October 9, 2007
45th New York Film Festival: Halfway Through
We've made it through 10 days of this year's New York Film Festival, and it's been a great run so far. As usual, the selection committee has picked stellar films and we've sat in on some star-studded Q&A sessions at Lincoln Center. Here are a few thoughts at the midpoint.
Local boy Noah Baumbach presented the follow up to his Oscar-nominated and former NYFF favorite The Squid and the Whale, Margot at the Wedding at the beginning of last week. Starring Baumbach's wife Jennifer Jason Leigh and Nicole Kidman as two dysfunctional sisters reuniting for a wedding on Long Island, Margot's familial woes are punctuated by some very funny moments of dry wit. The whole cast is very good including Jack Black, John Turturro, and Leigh, as is Baumbach's script, but Kidman's performance as Margot, a Manhattan writer with neurosis to spare, really stands out.
Some people we talked to after the film really hated her character's unfeeling attitude towards the people in her life, but we thought Kidman's ability to express Margot's sometimes despicable actions made her actually quite endearing and real. We expect to hear buzz about her performance when it gets closer to the Awards season, especially since Kidman's usually glamorous looks are well camouflaged by frizzy brown hair and mediocre clothes. Oscar loves honoring beautiful actresses who go frumpy.
Another stand out in the festival's line up was Todd Haynes' I'm Not There, his unconventional biopic about Bob Dylan. Told with six characters playing slightly fictionalized aspects of Dylan, I'm Not There tries to mimic the poetic, nonlinear storytelling technique of Dylan's songs with its narrative. With the lush cinematography, great acting and tons of cinematic allusions to directors like Jean Luc Godard and Federico Fellini, there's a lot to process while watching Haynes' film.
Of particular note are Cate Blanchett's performance as an androgynous Dylan circa '66 and the infamous Newport performance, and the spectacular soundtrack of covers and originals. There's much, much more about Haynes' movie in this last Sunday's Times Magazine article, "This Is Not a Bob Dylan Movie."
The Coen brothers new movie No Country For Old Men, which was the Centerpiece selection this past weekend, is a brutally violent and intensely scary movie. We also are giving it our early endorsement as best movie of the year, and to give some perspective, that is exactly what Gothamist thought last year when we walked out of the NYFF screening of The Queen. In this adaptation of Cormac McCarthy's 2005 novel, Josh Brolin plays Llewelyn Moss, a West Texas hunter who stumbles upon a drug deal gone bad out in the brush, and when he takes home the suitcase of loot ($2.4 million), sets off a chain of bloody events.
Javier Bardem will be haunting many a nightmare with his performance as Anton Chigurh, the hitman sent to find Moss and the cash who uses an innocuous looking air-propelled cattlegun to blow people's brains out. His long page boy haircut may look laughable, but one look from this bad dude will turn your blood to ice. Like in Fargo, the Coens brilliantly capture a stunning American landscape and the strange verbal ticks of its people with their thoughtful camera. Audiences will surely be mimicking twanging Texas accents after seeing Country, just like they did with Fargo Minnesota dialect. In addition to Bardem and Brolin's great performances, Tommy Lee Jones's portrayal as a local sheriff powerless to stop the bloodshed is profoundly melancholy.
No Country For Old Men, Margot at the Wedding and I'm Not There will all get wide theatrical releases in November. For more coverage of the fest from local bloggers check out Jamie Stuarts vlog posts on Filmmaker magazine, Andrew Grant and Aaron Hillis's podcasts with other film critics for GreenCine Daily, and coverage by The Reeler's writers.




Kidman performed brilliantly in a very challenging role. The discomfort some felt after witnessing her performance is a testament to the brilliance with which she portrayed a woman with borderline personality disorder, a destructive, incurable condition. She treats everyone in her life, her sister, her son, her lover, everyone, with a mixture of hatred and conditional love. Her behavior borders on the psychotic. Oscar-level performance. And Turturro, for all of the five minutes he's on the screen, proves himself a master.
Margot at the Wedding is supposed to be somewhat like an Eric Rohmer film, right? I look forward to it!
Yeah, Margot at the Wedding seems to be indebted to Rohmer's movies like Claire's Knee, though the connection isn't obvious. Both movies are family stories that depend on characters spending a lot of time talking to each other about their feelings and obsessing about relationships. But Baumbach's movie isn't really a parable or fable, which is something I think Rohmer is trying to create with his films.
In the Q&A following the screening, Baumbach saluted Rohmer as a personal hero, but denied he had modeled the film after Rohmer. The coincidence that Jennifer Jason Leigh's character is named Pauline and the title invokes "...at the Beach" is obvious, however.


=== PROMPT ===
From the data below, copy each line that includes the word "Image".

=== GIVEN ENTRIES ===
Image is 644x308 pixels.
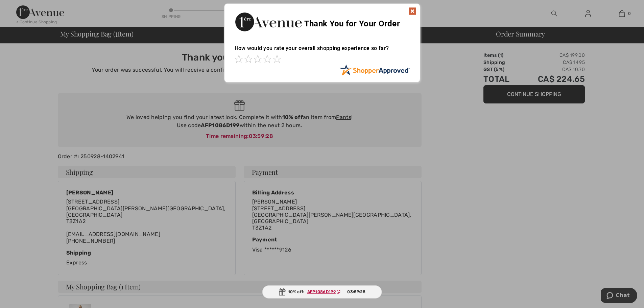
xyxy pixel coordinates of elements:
img: x [408,7,416,15]
ins: AFP1086D199 [307,289,336,294]
span: Chat [15,5,29,11]
span: Thank You for Your Order [304,19,400,29]
img: Thank You for Your Order [235,11,302,33]
img: Gift.svg [279,289,285,295]
div: How would you rate your overall shopping experience so far? [235,38,410,65]
span: 03:59:28 [347,289,365,295]
div: 10% off: [262,285,382,299]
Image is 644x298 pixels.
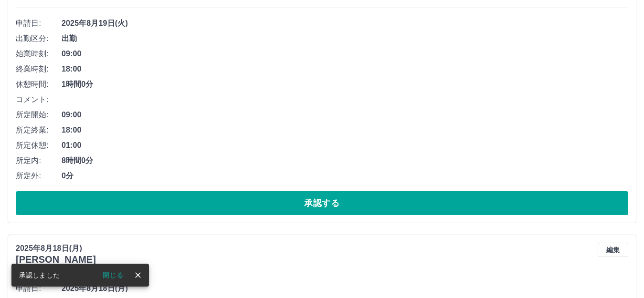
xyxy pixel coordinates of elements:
h3: [PERSON_NAME] [16,254,96,265]
p: 2025年8月18日(月) [16,243,96,254]
span: 09:00 [61,48,628,60]
span: 所定開始: [16,109,61,121]
span: 所定内: [16,155,61,166]
span: 2025年8月18日(月) [61,283,628,294]
button: 閉じる [95,268,131,282]
button: 編集 [597,243,628,257]
span: コメント: [16,94,61,105]
span: 01:00 [61,140,628,151]
span: 出勤区分: [16,33,61,44]
span: 所定外: [16,170,61,181]
span: 終業時刻: [16,63,61,75]
button: close [131,268,145,282]
span: 始業時刻: [16,48,61,60]
span: 出勤 [61,33,628,44]
span: 0分 [61,170,628,181]
span: 18:00 [61,125,628,136]
span: 所定終業: [16,125,61,136]
span: 2025年8月19日(火) [61,18,628,29]
span: 所定休憩: [16,140,61,151]
span: 09:00 [61,109,628,121]
span: 8時間0分 [61,155,628,166]
span: 18:00 [61,63,628,75]
span: 申請日: [16,283,61,294]
span: 1時間0分 [61,78,628,90]
button: 承認する [16,191,628,215]
div: 承認しました [19,266,60,284]
span: 休憩時間: [16,78,61,90]
span: 申請日: [16,18,61,29]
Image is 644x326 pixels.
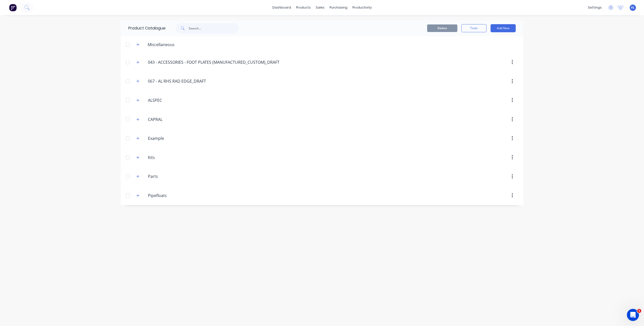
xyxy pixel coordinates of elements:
input: Enter category name [148,135,208,141]
span: 1 [638,309,642,313]
span: AL [631,5,635,10]
input: Search... [189,23,239,33]
div: sales [314,4,327,12]
input: Enter category name [148,78,208,84]
div: products [294,4,314,12]
button: Tools [462,24,487,32]
input: Enter category name [148,97,208,103]
input: Enter category name [148,59,280,65]
input: Enter category name [148,155,208,160]
div: purchasing [327,4,350,12]
input: Enter category name [148,116,208,123]
input: Enter category name [148,173,208,180]
div: settings [586,4,605,12]
a: dashboard [270,4,294,12]
input: Enter category name [148,192,208,199]
img: Factory [9,4,17,12]
button: Delete [427,24,458,32]
div: productivity [350,4,375,12]
div: Miscellaneous [143,42,179,48]
iframe: Intercom live chat [627,309,639,321]
button: Add New [491,24,516,32]
div: Product Catalogue [121,20,166,36]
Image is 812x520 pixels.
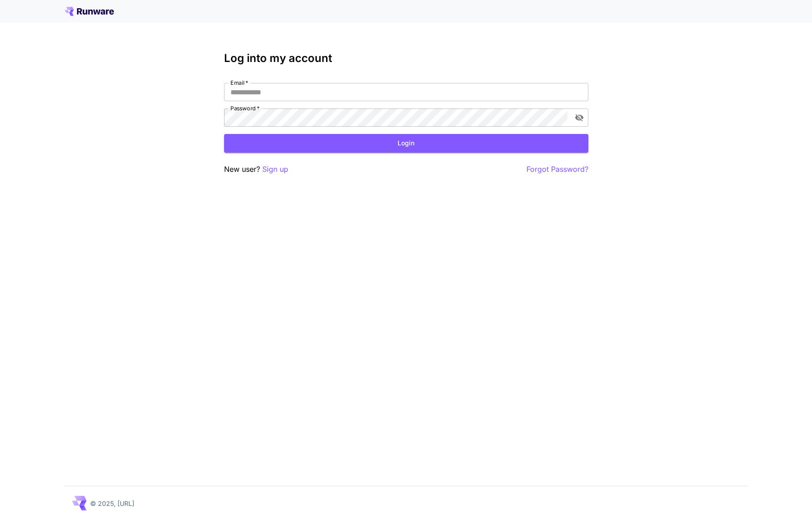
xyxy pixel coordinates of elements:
[224,52,588,65] h3: Log into my account
[262,163,288,175] button: Sign up
[230,105,259,112] label: Password
[571,110,587,126] button: toggle password visibility
[224,134,588,153] button: Login
[230,79,249,86] label: Email
[526,163,588,175] button: Forgot Password?
[224,163,288,175] p: New user?
[90,499,134,508] p: © 2025, [URL]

=== THE COMPLETED TASK ===
Image is 644x308 pixels.
Image is 644x298 pixels.
Image is 644x326 pixels.
Image is 812x520 pixels.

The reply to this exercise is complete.